And again, that's not necessarily a bad thing, it just goes into my ledger and mental calculus of how hard is this gonna be? I'd say the bigger red flags for us as it, as it relates to revenue operations or go to market, would be, um, you know, stuff that actually comes out in the outputs. So if there's really high levels of customer concentration or really high levels of churn or you know, there's a lot of money being spent on sales and marketing and there's not a lot of return for it, that's less revenue operations and more just go to market in general.

But I'm most interested in. It's not even rev ops, it's more just like what is the conversation that's going on inside of the company every single week, and how numbers driven is that conversation and how much work is required, additional artisanal work to go and get those numbers. Because what we find is that there's a lot of businesses out there that are what I call data aware, not data driven.

And so they know those numbers are there and they go back to the well and go get a dip of 'em every time they need to, or every time a potential investor needs them, but they're not using that to actually make decisions. Or going back to the very first thing that we talked about, answer the questions that surface what you should go and do next inside of that company.

Jarin Chu: That's the first time I've ever heard of data extraction described as olive oil production. Uh, but industrial and artisanal is a great descriptor. I wanna continue on this through line with Rev Ops team a bit further. I. And understand from your perspective, what are some of the things that Rev ops teams don't seem to ever get around doing that you wish they should be doing more of?

Paul Stansik: Asking is this working and getting to like a v3, V4 V five of whatever new process or report or thing that they just stood up? Um, I think it was Ernest Hemingway who said, you know, pardon my French, but the first draft of anything is shit. And it's really important to get a first draft out there and to cover the canvas and, you know, maybe get that new report up or that new data tracking process up, or that new sales process into the c R m.

But there is tons of goodness to iterating on that thing that you just built and asking yourself the semi vulnerable question of what did we miss? Um, And so I, I see too many teams stopping at a V1 saying, Hey, we delivered on the ask. We gave the investors what they wanted. You know, the CRO asked for this thing, so I'm gonna give them a thing.

And not getting back to the, the base level question of like, what are we solving for here and how do we make a 5% improvement on this new report, this new process, this new wrinkle. So that's number one, is just stopping at a v1. Um, I'd say that the v the, the second thing is, There's a difference between pulling some data and getting into a rhythm.

And I did an experiment, uh, about a year ago where I asked one of our most successful CROs, what's the number one thing that we did for you from an investor standpoint that improved the performance of your team the most? And his answer surprised me a little bit.
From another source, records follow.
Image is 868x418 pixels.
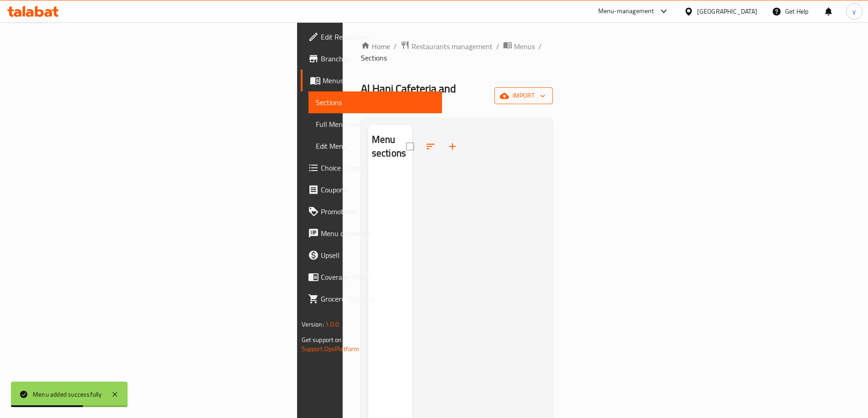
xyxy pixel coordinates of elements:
a: Choice Groups [301,157,442,179]
a: Branches [301,48,442,69]
a: Full Menu View [308,114,442,135]
div: Menu-management [598,6,654,17]
span: Choice Groups [321,162,434,174]
a: Menu disclaimer [301,223,442,244]
a: Restaurants management [401,40,493,52]
span: Menu disclaimer [321,228,434,239]
span: Sections [315,97,434,108]
span: Branches [321,53,434,64]
a: Promotions [301,201,442,223]
span: Coupons [321,184,434,195]
a: Menus [301,69,442,91]
span: 1.0.0 [325,318,339,330]
li: / [496,41,499,52]
div: Menu added successfully [33,390,102,400]
a: Edit Restaurant [301,26,442,48]
button: import [494,87,553,104]
span: import [502,90,545,102]
a: Grocery Checklist [301,288,442,310]
span: Promotions [321,206,434,217]
span: Full Menu View [315,119,434,129]
span: Edit Restaurant [321,32,434,42]
span: Menus [514,41,535,52]
nav: Menu sections [368,168,413,176]
a: Edit Menu [308,135,442,157]
span: Edit Menu [315,141,434,151]
li: / [538,41,541,52]
a: Coupons [301,179,442,201]
span: Grocery Checklist [321,293,434,304]
span: Get support on: [301,334,343,346]
div: [GEOGRAPHIC_DATA] [697,7,757,17]
span: Upsell [321,250,434,261]
span: Restaurants management [411,41,493,52]
span: Menus [323,75,434,86]
a: Menus [503,40,535,52]
button: Add section [442,135,463,157]
a: Sections [308,91,442,114]
nav: breadcrumb [361,40,553,63]
a: Support.OpsPlatform [301,343,360,355]
span: Coverage Report [321,271,434,283]
a: Upsell [301,244,442,266]
span: Version: [301,318,324,330]
span: y [852,7,855,17]
a: Coverage Report [301,266,442,288]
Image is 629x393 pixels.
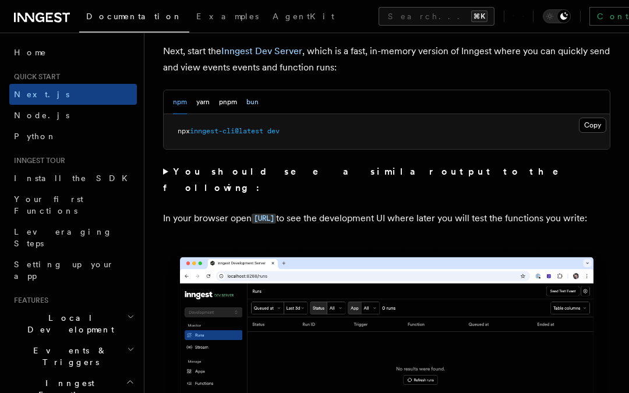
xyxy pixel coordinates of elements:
[14,260,114,281] span: Setting up your app
[471,10,488,22] kbd: ⌘K
[252,213,276,224] a: [URL]
[196,12,259,21] span: Examples
[173,90,187,114] button: npm
[267,127,280,135] span: dev
[9,254,137,287] a: Setting up your app
[86,12,182,21] span: Documentation
[9,345,127,368] span: Events & Triggers
[9,312,127,336] span: Local Development
[9,189,137,221] a: Your first Functions
[9,296,48,305] span: Features
[163,210,611,227] p: In your browser open to see the development UI where later you will test the functions you write:
[190,127,263,135] span: inngest-cli@latest
[14,174,135,183] span: Install the SDK
[543,9,571,23] button: Toggle dark mode
[9,42,137,63] a: Home
[9,126,137,147] a: Python
[178,127,190,135] span: npx
[252,214,276,224] code: [URL]
[9,221,137,254] a: Leveraging Steps
[9,156,65,165] span: Inngest tour
[221,45,302,57] a: Inngest Dev Server
[379,7,495,26] button: Search...⌘K
[163,43,611,76] p: Next, start the , which is a fast, in-memory version of Inngest where you can quickly send and vi...
[189,3,266,31] a: Examples
[219,90,237,114] button: pnpm
[9,84,137,105] a: Next.js
[246,90,259,114] button: bun
[273,12,334,21] span: AgentKit
[14,227,112,248] span: Leveraging Steps
[579,118,607,133] button: Copy
[9,340,137,373] button: Events & Triggers
[163,166,575,193] strong: You should see a similar output to the following:
[196,90,210,114] button: yarn
[9,168,137,189] a: Install the SDK
[163,164,611,196] summary: You should see a similar output to the following:
[14,90,69,99] span: Next.js
[14,195,83,216] span: Your first Functions
[266,3,341,31] a: AgentKit
[9,72,60,82] span: Quick start
[14,47,47,58] span: Home
[14,111,69,120] span: Node.js
[14,132,57,141] span: Python
[9,105,137,126] a: Node.js
[79,3,189,33] a: Documentation
[9,308,137,340] button: Local Development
He said, you made us look at the data every single week.

And when we did that, it kind of became obvious what we needed to fix next. And that kind of blew me away because before that point, I kind of viewed reporting and metrics and the, you know, the Excel that gets sent out every week, as you know. That's not the most important thing, and there's plenty of other processes and playbooks and all that to build, but all of this does come back to like the quality of the conversation that the management team has every single week.

And I think if you're a rev ops professional, it is your job to QA that conversation, not to, you know, call time out on your c e o and say, Hey, you're asking the wrong question, but to say, There's some important questions being asked in that meeting every week, whatever that meeting is, there is a sliding scale between completely subjective and completely objective in terms of answers that you can give to those questions.

You know, everything from the classic gut feel like deal centric classic sales guy from central casting answer to like the second decimal point, airtight rev ops answer. Um, How do we nudge ourselves towards the right of that spectrum a little bit more, a little bit more, and get ourselves into an operational analytical rhythm where every week a couple things are happening.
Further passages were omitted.